Because, on the train, you’re not catapulted from one tourist honey-trap to another, it can be a good way of escaping the Lonely Planet bubble and wandering to places that on the surface seem to have no attractions. We could, for instance, have taken a flight from Laos to Angkor Wat in Cambodia, but it would only have been so we could say we’d ‘done’ Angkor Wat, and that didn’t seem right.
You travelled by train through Europe, Russia and Asia. Which country had the best trains? What about the worst?
The most cheerful train was probably the sleeper from Beijing to Guilin. We were the only tourists, and it was like being on a school coach to Disneyland. Oddly the most uncomfortable was also Chinese: the double-decker train onward from Guilin: we were stuck at the back on benches next to a reeking toilet with a bunch of yelling, chain-smoking, hacking Chinese.
We spent one night on a German train from Brussels to Berlin, and this was the most luxurious. Only two of us in a second class cabin containing a shower and a piece of complementary soap that made it all the way to Hanoi.
The Russian trains were remarkably punctual, despite travelling perhaps five hundred kilometers between stops. The most annoying thing about them was that they were too bumpy to draw on, so I rushed to the window with my sketchbook every time we reached a station. Hence loads of pictures of guards and food vendors!

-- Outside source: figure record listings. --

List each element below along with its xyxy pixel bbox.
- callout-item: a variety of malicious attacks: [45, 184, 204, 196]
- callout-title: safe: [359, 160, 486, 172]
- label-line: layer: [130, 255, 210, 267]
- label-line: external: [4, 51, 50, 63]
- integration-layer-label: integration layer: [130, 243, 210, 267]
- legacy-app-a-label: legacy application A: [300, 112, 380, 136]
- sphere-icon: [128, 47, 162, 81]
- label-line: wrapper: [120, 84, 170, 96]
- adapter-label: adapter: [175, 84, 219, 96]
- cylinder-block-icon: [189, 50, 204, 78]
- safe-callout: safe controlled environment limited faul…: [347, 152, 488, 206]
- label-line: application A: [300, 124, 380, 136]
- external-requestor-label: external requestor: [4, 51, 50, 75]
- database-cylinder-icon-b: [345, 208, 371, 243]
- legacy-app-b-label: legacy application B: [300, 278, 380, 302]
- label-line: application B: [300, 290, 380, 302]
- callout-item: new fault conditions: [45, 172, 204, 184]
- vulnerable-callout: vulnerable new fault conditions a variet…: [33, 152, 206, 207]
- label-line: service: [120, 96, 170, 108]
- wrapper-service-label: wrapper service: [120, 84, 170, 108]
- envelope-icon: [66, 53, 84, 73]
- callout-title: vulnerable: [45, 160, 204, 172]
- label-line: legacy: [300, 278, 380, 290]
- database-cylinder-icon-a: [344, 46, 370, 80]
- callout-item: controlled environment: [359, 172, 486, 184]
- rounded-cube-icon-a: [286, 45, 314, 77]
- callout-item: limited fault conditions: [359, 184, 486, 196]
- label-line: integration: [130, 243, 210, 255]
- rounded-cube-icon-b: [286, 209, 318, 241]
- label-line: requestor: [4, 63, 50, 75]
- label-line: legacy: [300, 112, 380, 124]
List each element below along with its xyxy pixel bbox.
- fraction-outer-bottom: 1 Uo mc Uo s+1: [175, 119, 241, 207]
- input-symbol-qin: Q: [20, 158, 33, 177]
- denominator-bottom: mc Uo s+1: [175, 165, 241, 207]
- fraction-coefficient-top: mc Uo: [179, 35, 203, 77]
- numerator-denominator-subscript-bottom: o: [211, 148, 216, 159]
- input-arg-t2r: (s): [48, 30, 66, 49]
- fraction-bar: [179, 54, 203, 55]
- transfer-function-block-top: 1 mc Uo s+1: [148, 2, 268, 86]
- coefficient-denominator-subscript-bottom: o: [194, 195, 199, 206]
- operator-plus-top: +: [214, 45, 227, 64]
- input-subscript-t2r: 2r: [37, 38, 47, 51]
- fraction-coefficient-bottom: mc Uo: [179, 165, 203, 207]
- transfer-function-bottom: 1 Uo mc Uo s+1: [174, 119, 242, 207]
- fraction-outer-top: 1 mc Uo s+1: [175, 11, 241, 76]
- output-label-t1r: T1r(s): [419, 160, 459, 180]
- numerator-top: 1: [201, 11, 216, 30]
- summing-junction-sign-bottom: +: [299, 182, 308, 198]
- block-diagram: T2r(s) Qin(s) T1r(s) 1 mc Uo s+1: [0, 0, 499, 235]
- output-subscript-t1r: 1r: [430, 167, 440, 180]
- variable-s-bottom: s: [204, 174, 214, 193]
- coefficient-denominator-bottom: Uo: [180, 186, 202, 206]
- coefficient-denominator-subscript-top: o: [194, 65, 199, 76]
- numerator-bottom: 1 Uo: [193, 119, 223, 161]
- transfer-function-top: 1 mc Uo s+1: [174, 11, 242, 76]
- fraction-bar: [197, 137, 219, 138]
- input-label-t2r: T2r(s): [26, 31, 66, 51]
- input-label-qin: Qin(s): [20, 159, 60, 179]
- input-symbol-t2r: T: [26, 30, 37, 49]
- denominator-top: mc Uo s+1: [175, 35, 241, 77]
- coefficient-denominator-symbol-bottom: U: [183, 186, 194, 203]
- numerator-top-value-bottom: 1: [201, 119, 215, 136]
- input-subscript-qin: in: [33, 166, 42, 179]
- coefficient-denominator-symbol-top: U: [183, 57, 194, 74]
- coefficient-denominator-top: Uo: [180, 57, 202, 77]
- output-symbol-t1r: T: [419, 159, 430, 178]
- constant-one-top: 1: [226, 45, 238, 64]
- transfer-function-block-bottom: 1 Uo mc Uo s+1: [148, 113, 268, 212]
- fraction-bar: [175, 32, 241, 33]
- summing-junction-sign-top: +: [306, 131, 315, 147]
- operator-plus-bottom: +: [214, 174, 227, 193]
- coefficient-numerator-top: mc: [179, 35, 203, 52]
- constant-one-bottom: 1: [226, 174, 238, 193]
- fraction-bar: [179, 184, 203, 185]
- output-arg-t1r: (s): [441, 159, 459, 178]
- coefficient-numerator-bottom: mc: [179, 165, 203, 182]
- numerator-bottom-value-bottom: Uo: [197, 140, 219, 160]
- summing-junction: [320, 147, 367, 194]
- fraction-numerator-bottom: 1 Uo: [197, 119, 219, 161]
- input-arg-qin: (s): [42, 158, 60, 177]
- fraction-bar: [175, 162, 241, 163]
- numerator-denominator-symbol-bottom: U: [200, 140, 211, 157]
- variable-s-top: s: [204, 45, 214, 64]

Crossing into Belarus it was pretty interesting to be in the carriage as it was lifted into the air while the wheels were changed for the different gauge. Although not so exciting if you forget to use the toilet before they’re locked. The Russian and Chinese trains were also blessed with samovars on every coach — good for tea but it also meant the place soon stank of pot noodles (as well as farting Russians).
Travelling by train from China to HanoiAfter getting to Singapore, you flew across to New Zealand. Why did you decide to go there?

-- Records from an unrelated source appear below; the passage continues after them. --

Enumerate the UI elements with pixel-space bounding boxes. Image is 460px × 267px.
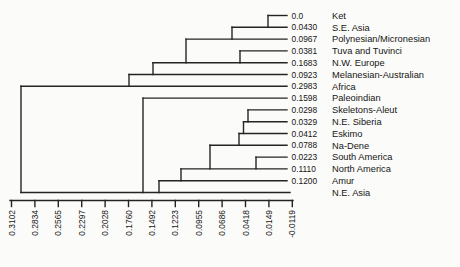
leaf-label: Eskimo bbox=[332, 129, 362, 139]
leaf-label: Polynesian/Micronesian bbox=[332, 34, 430, 44]
leaf-value: 0.0298 bbox=[292, 105, 318, 115]
leaf-value: 0.0923 bbox=[292, 70, 318, 80]
leaf-value: 0.0223 bbox=[292, 152, 318, 162]
leaf-label: N.E. Asia bbox=[332, 188, 371, 198]
leaf-label: Africa bbox=[332, 82, 357, 92]
leaf-value: 0.1683 bbox=[292, 58, 318, 68]
leaf-value: 0.2983 bbox=[292, 81, 318, 91]
leaf-value: 0.0412 bbox=[292, 129, 318, 139]
leaf-label: North America bbox=[332, 164, 392, 174]
axis-tick-label: 0.2028 bbox=[100, 210, 110, 236]
leaf-label: Paleoindian bbox=[332, 93, 381, 103]
axis-tick-label: 0.2297 bbox=[77, 210, 87, 236]
leaf-label: Melanesian-Australian bbox=[332, 70, 424, 80]
axis-tick-label: 0.1223 bbox=[170, 210, 180, 236]
leaf-value: 0.0381 bbox=[292, 46, 318, 56]
leaf-value: 0.0967 bbox=[292, 34, 318, 44]
dendrogram-figure: 0.0Ket0.0430S.E. Asia0.0967Polynesian/Mi… bbox=[0, 0, 460, 267]
leaf-value: 0.1598 bbox=[292, 93, 318, 103]
axis-tick-label: 0.2834 bbox=[30, 210, 40, 236]
leaf-value: 0.0 bbox=[292, 11, 304, 21]
axis-tick-label: 0.0955 bbox=[194, 210, 204, 236]
leaf-label: Skeletons-Aleut bbox=[332, 105, 398, 115]
dendrogram-svg: 0.0Ket0.0430S.E. Asia0.0967Polynesian/Mi… bbox=[0, 0, 460, 267]
leaf-label: N.E. Siberia bbox=[332, 117, 382, 127]
leaf-label: S.E. Asia bbox=[332, 23, 371, 33]
leaf-label: Tuva and Tuvinci bbox=[332, 46, 402, 56]
axis-tick-label: 0.3102 bbox=[7, 210, 17, 236]
leaf-value: 0.0788 bbox=[292, 140, 318, 150]
axis-tick-label: 0.0418 bbox=[241, 210, 251, 236]
leaf-value: 0.1110 bbox=[292, 164, 317, 174]
axis-tick-label: 0.1492 bbox=[147, 210, 157, 236]
leaf-label: South America bbox=[332, 152, 393, 162]
leaf-value: 0.0329 bbox=[292, 117, 318, 127]
leaf-label: Ket bbox=[332, 11, 346, 21]
axis-tick-label: -0.0119 bbox=[287, 210, 297, 238]
leaf-value: 0.1200 bbox=[292, 176, 318, 186]
leaf-label: N.W. Europe bbox=[332, 58, 385, 68]
axis-tick-label: 0.0686 bbox=[217, 210, 227, 236]
leaf-value: 0.0430 bbox=[292, 22, 318, 32]
axis-tick-label: 0.0149 bbox=[264, 210, 274, 236]
axis-tick-label: 0.2565 bbox=[53, 210, 63, 236]
axis-tick-label: 0.1760 bbox=[124, 210, 134, 236]
leaf-label: Amur bbox=[332, 176, 354, 186]
leaf-label: Na-Dene bbox=[332, 141, 369, 151]
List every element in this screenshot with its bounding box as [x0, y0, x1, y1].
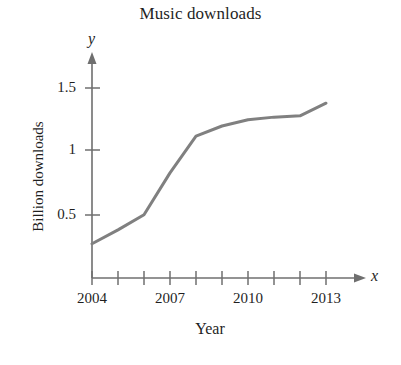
x-tick-label-2004: 2004 [62, 290, 122, 307]
y-axis-arrow-icon [88, 52, 97, 64]
y-axis-title: Billion downloads [30, 97, 47, 257]
x-axis-title: Year [150, 320, 270, 338]
x-axis-arrow-icon [354, 274, 366, 283]
x-axis [92, 274, 366, 283]
y-axis-variable-label: y [88, 30, 95, 48]
chart-figure: Music downloads [0, 0, 401, 365]
x-tick-label-2013: 2013 [296, 290, 356, 307]
plot-area [0, 0, 401, 365]
x-tick-label-2007: 2007 [140, 290, 200, 307]
x-tick-label-2010: 2010 [218, 290, 278, 307]
y-tick-label-1.5: 1.5 [36, 79, 76, 96]
x-axis-variable-label: x [371, 267, 378, 285]
data-series-line [92, 103, 326, 244]
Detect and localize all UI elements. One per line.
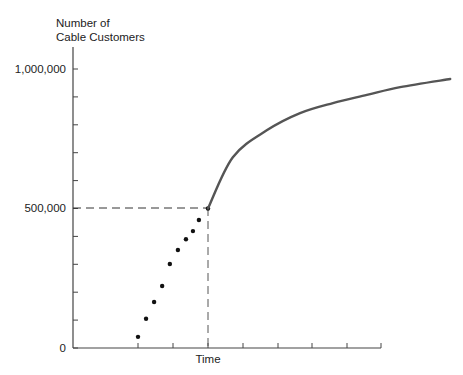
y-tick-label-1000000: 1,000,000 <box>15 63 66 75</box>
data-point <box>160 284 164 288</box>
data-point <box>176 248 180 252</box>
data-point <box>184 237 188 241</box>
x-ticks <box>138 343 381 348</box>
y-tick-label-0: 0 <box>60 342 66 354</box>
x-axis-label: Time <box>195 353 220 365</box>
projection-curve <box>208 79 450 208</box>
chart: Number of Cable Customers 1,000,000 500,… <box>0 0 463 375</box>
data-point <box>197 218 201 222</box>
data-point <box>168 262 172 266</box>
data-point <box>136 335 140 339</box>
data-point <box>144 317 148 321</box>
data-point <box>152 300 156 304</box>
y-axis-label-line1: Number of <box>56 17 110 29</box>
series-group <box>136 79 450 339</box>
y-tick-label-500000: 500,000 <box>24 202 66 214</box>
data-point <box>191 229 195 233</box>
y-axis-label-line2: Cable Customers <box>56 31 145 43</box>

Getting to New Zealand was the original purpose of the trip: we have two sets of friends who have emigrated there — one in Wellington and the other in Greymouth on the South Island. As we’d planned to spend six weeks there, which meant giving up our jobs, we decided we might as well take the scenic route, hence London to Singapore. In fact we’d hoped to catch a container ship from Singapore, but this proved too expensive and we would have been at sea for a month.
Because we stayed with friends, borrowed cars and camped, our stay in New Zealand was relatively ad hoc and untimetabled compared to the first part of the trip. Just for a sense of symmetry we took the famous Greymouth to Christchurch train as our final journey before catching the plane back.

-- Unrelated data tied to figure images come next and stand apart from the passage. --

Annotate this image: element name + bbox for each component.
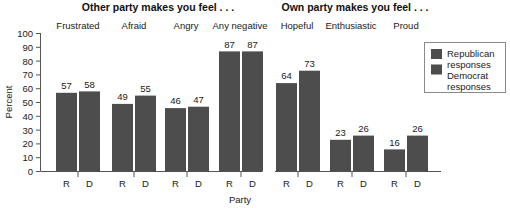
- bar-afraid-republican: [112, 104, 133, 172]
- bar-angry-democrat: [188, 107, 209, 172]
- category-label-enthusiastic: Enthusiastic: [325, 20, 376, 31]
- x-tick-enthusiastic-d: D: [360, 178, 367, 189]
- value-label-hopeful-republican: 64: [281, 70, 292, 81]
- y-tick-70: 70: [22, 69, 33, 80]
- bar-afraid-democrat: [135, 96, 156, 172]
- panel-title-own-party: Own party makes you feel . . .: [281, 1, 428, 13]
- value-label-proud-democrat: 26: [412, 123, 423, 134]
- bar-enthusiastic-democrat: [353, 136, 374, 172]
- x-tick-any-negative-d: D: [249, 178, 256, 189]
- bar-enthusiastic-republican: [330, 140, 351, 172]
- panel-title-other-party: Other party makes you feel . . .: [82, 1, 234, 13]
- bar-frustrated-democrat: [79, 91, 100, 171]
- x-tick-afraid-d: D: [142, 178, 149, 189]
- legend-label-republican-line1: Republican: [447, 48, 495, 59]
- y-axis: 100 90 80 70 60 50 40 30 20 10 0 Percent: [3, 28, 41, 177]
- bar-frustrated-republican: [56, 93, 77, 172]
- y-axis-title: Percent: [3, 85, 14, 118]
- x-tick-frustrated-d: D: [86, 178, 93, 189]
- category-label-proud: Proud: [393, 20, 418, 31]
- bar-any-negative-republican: [219, 51, 240, 171]
- legend-label-republican-line2: responses: [447, 59, 491, 70]
- x-tick-any-negative-r: R: [226, 178, 233, 189]
- value-label-frustrated-republican: 57: [61, 80, 72, 91]
- legend-label-democrat-line1: Democrat: [447, 70, 489, 81]
- x-tick-enthusiastic-r: R: [337, 178, 344, 189]
- bar-hopeful-republican: [276, 83, 297, 171]
- bar-proud-republican: [384, 149, 405, 171]
- value-label-enthusiastic-democrat: 26: [358, 123, 369, 134]
- value-label-afraid-democrat: 55: [140, 83, 151, 94]
- legend-label-democrat-line2: responses: [447, 81, 491, 92]
- y-tick-50: 50: [22, 97, 33, 108]
- value-label-angry-republican: 46: [170, 95, 181, 106]
- y-tick-0: 0: [28, 166, 33, 177]
- x-tick-frustrated-r: R: [63, 178, 70, 189]
- legend: Republican responses Democrat responses: [425, 43, 506, 93]
- value-label-proud-republican: 16: [389, 137, 400, 148]
- y-tick-10: 10: [22, 152, 33, 163]
- bar-hopeful-democrat: [299, 71, 320, 172]
- y-tick-40: 40: [22, 111, 33, 122]
- y-tick-100: 100: [17, 28, 33, 39]
- y-tick-30: 30: [22, 125, 33, 136]
- x-tick-labels: R D R D R D R D R D R D R D: [63, 178, 421, 189]
- category-label-afraid: Afraid: [122, 20, 147, 31]
- category-label-frustrated: Frustrated: [56, 20, 99, 31]
- bar-proud-democrat: [407, 136, 428, 172]
- y-tick-20: 20: [22, 138, 33, 149]
- value-label-angry-democrat: 47: [193, 94, 204, 105]
- value-label-afraid-republican: 49: [117, 91, 128, 102]
- x-tick-afraid-r: R: [119, 178, 126, 189]
- value-label-hopeful-democrat: 73: [304, 58, 315, 69]
- legend-swatch-republican: [431, 49, 442, 59]
- y-tick-60: 60: [22, 83, 33, 94]
- x-tick-angry-r: R: [172, 178, 179, 189]
- category-label-hopeful: Hopeful: [281, 20, 314, 31]
- value-label-frustrated-democrat: 58: [84, 79, 95, 90]
- x-tick-hopeful-d: D: [306, 178, 313, 189]
- category-label-any-negative: Any negative: [213, 20, 268, 31]
- y-tick-80: 80: [22, 56, 33, 67]
- x-axis: Party: [41, 172, 442, 206]
- x-tick-proud-d: D: [414, 178, 421, 189]
- bar-angry-republican: [165, 108, 186, 171]
- grouped-bar-chart: Other party makes you feel . . . Own par…: [0, 0, 510, 208]
- x-axis-title: Party: [229, 194, 251, 205]
- value-label-enthusiastic-republican: 23: [335, 127, 346, 138]
- bar-any-negative-democrat: [242, 51, 263, 171]
- x-tick-proud-r: R: [391, 178, 398, 189]
- value-label-any-negative-democrat: 87: [247, 39, 258, 50]
- x-tick-angry-d: D: [195, 178, 202, 189]
- value-label-any-negative-republican: 87: [224, 39, 235, 50]
- y-tick-90: 90: [22, 42, 33, 53]
- category-label-angry: Angry: [174, 20, 199, 31]
- x-tick-hopeful-r: R: [283, 178, 290, 189]
- legend-swatch-democrat: [431, 65, 442, 75]
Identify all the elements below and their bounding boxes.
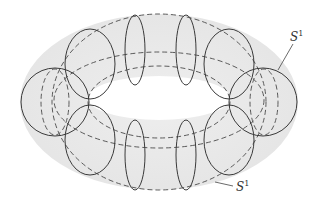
label-sup: 1 [244, 179, 249, 188]
torus-diagram [0, 0, 316, 205]
label-meridian-s1: S1 [290, 30, 303, 43]
torus-surface [20, 14, 298, 190]
leader-line-longitude [215, 182, 233, 186]
label-sup: 1 [298, 29, 303, 38]
label-text: S [290, 30, 298, 44]
label-longitude-s1: S1 [236, 180, 249, 193]
label-text: S [236, 180, 244, 194]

Do you have any future trips planned?
Well, we’re skint now! Luckily however, we live on a boat, so we can move from place to place and it feels like we’re permanently camping.
We have two dogs, and we missed them enormously while we were away, so they’ll come with us on the next trip. Most likely we will buy a van and tour Europe. In Malaysia we met a Fin who promised us the use of his couch, so a trip to his country to see the Northern Lights is most definitely on the cards. Between now and then I still have a diary to scribble in every week. Next time the drawings will be the central point of the journey rather than something I fit in when I’m sitting between trains.
To enjoy more of Mike’s illustrations, check out his blog: Blogshank.